▶ _What to work on_
Go through the records and restate them word for word, omitting images.

▶ _Saved data entries_
--- --- ---

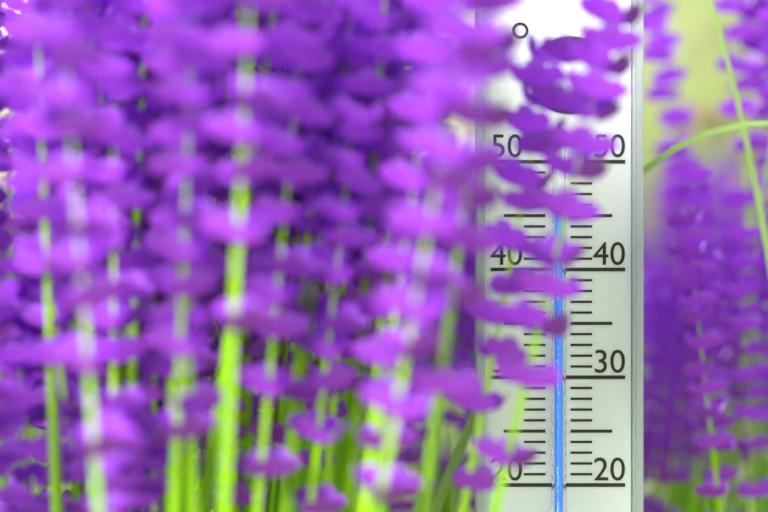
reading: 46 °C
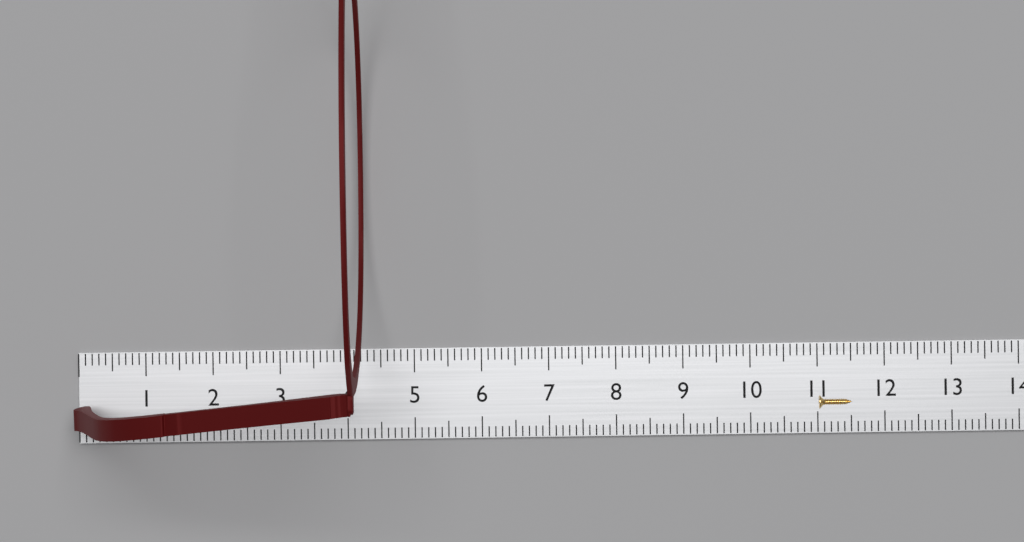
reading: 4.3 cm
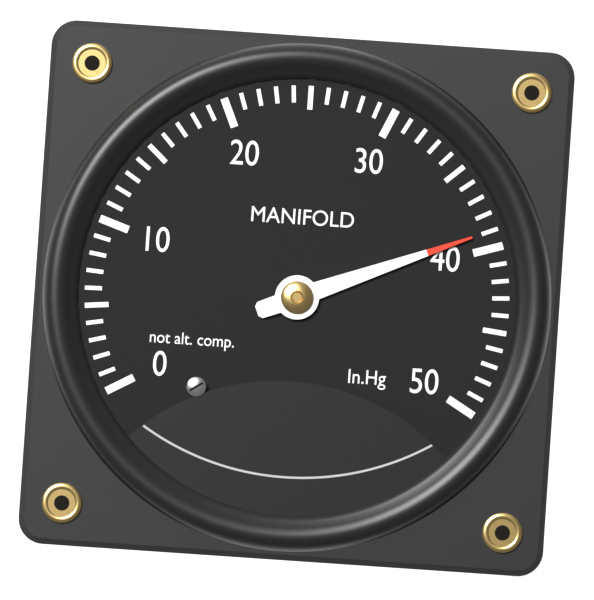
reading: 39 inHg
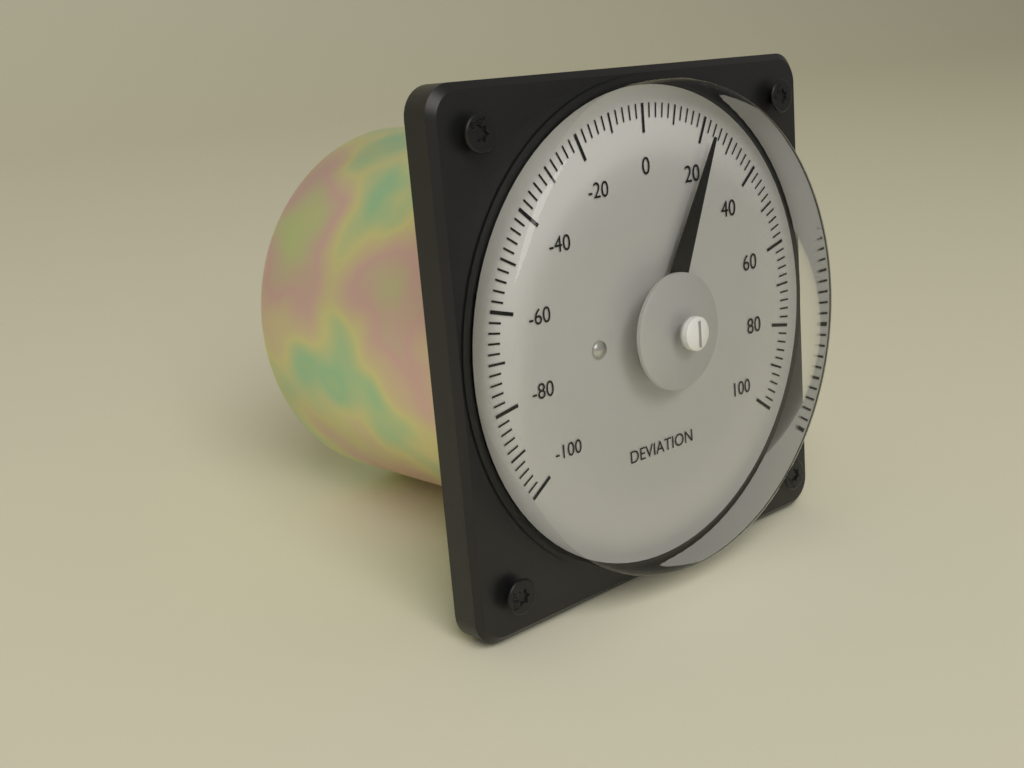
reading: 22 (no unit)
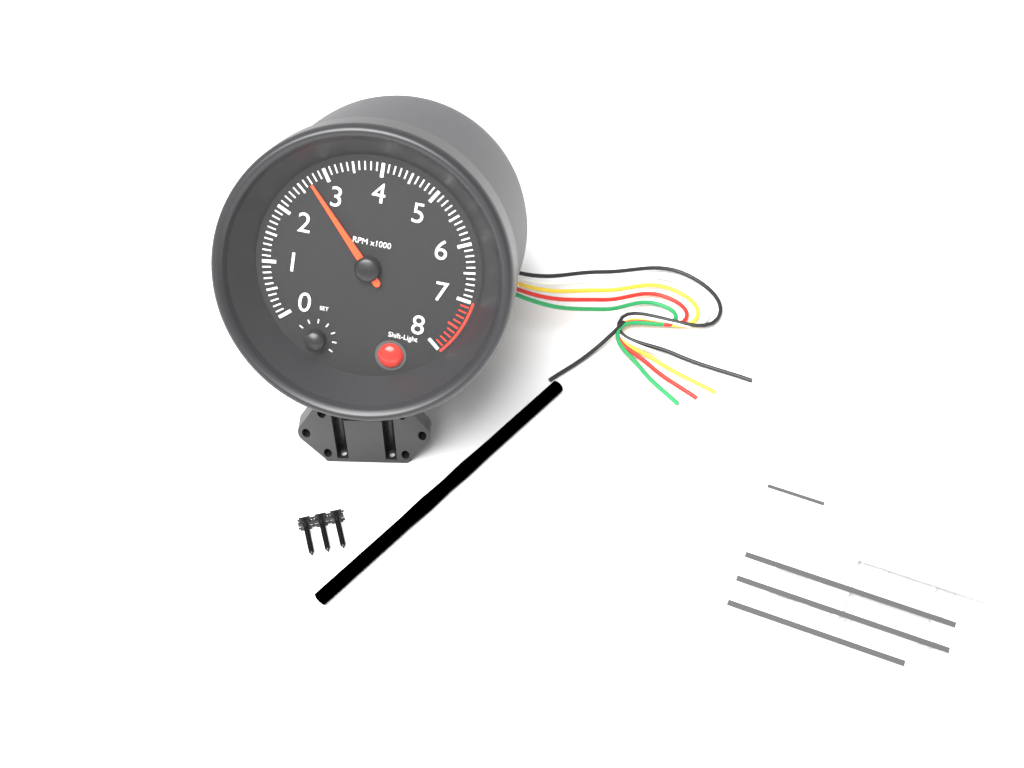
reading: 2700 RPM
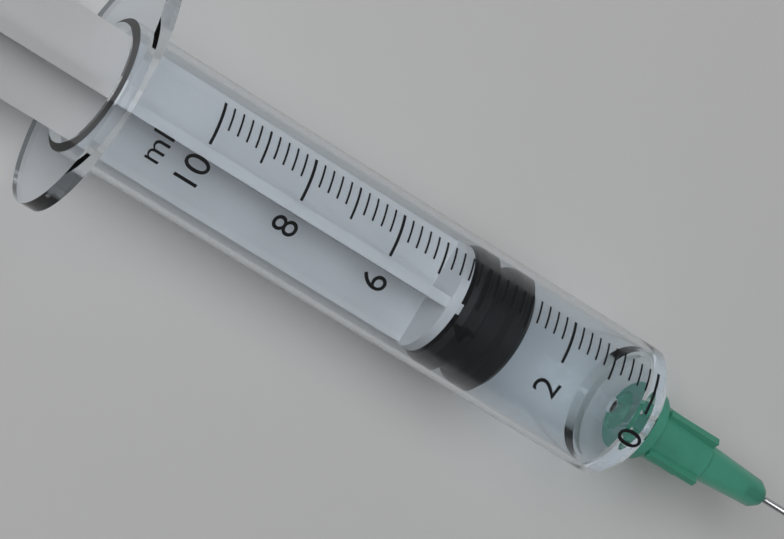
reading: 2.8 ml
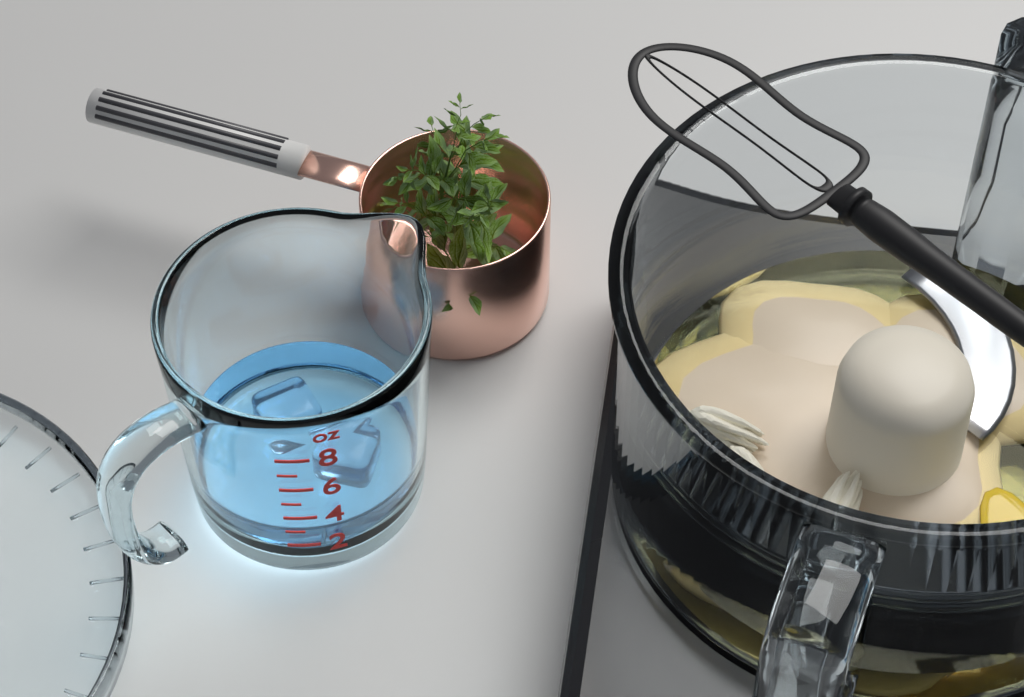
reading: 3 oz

--- --- ---

▶ _Solution to the problem_
reading: 46 °C
reading: 4.3 cm
reading: 39 inHg
reading: 22 (no unit)
reading: 2700 RPM
reading: 2.8 ml
reading: 3 oz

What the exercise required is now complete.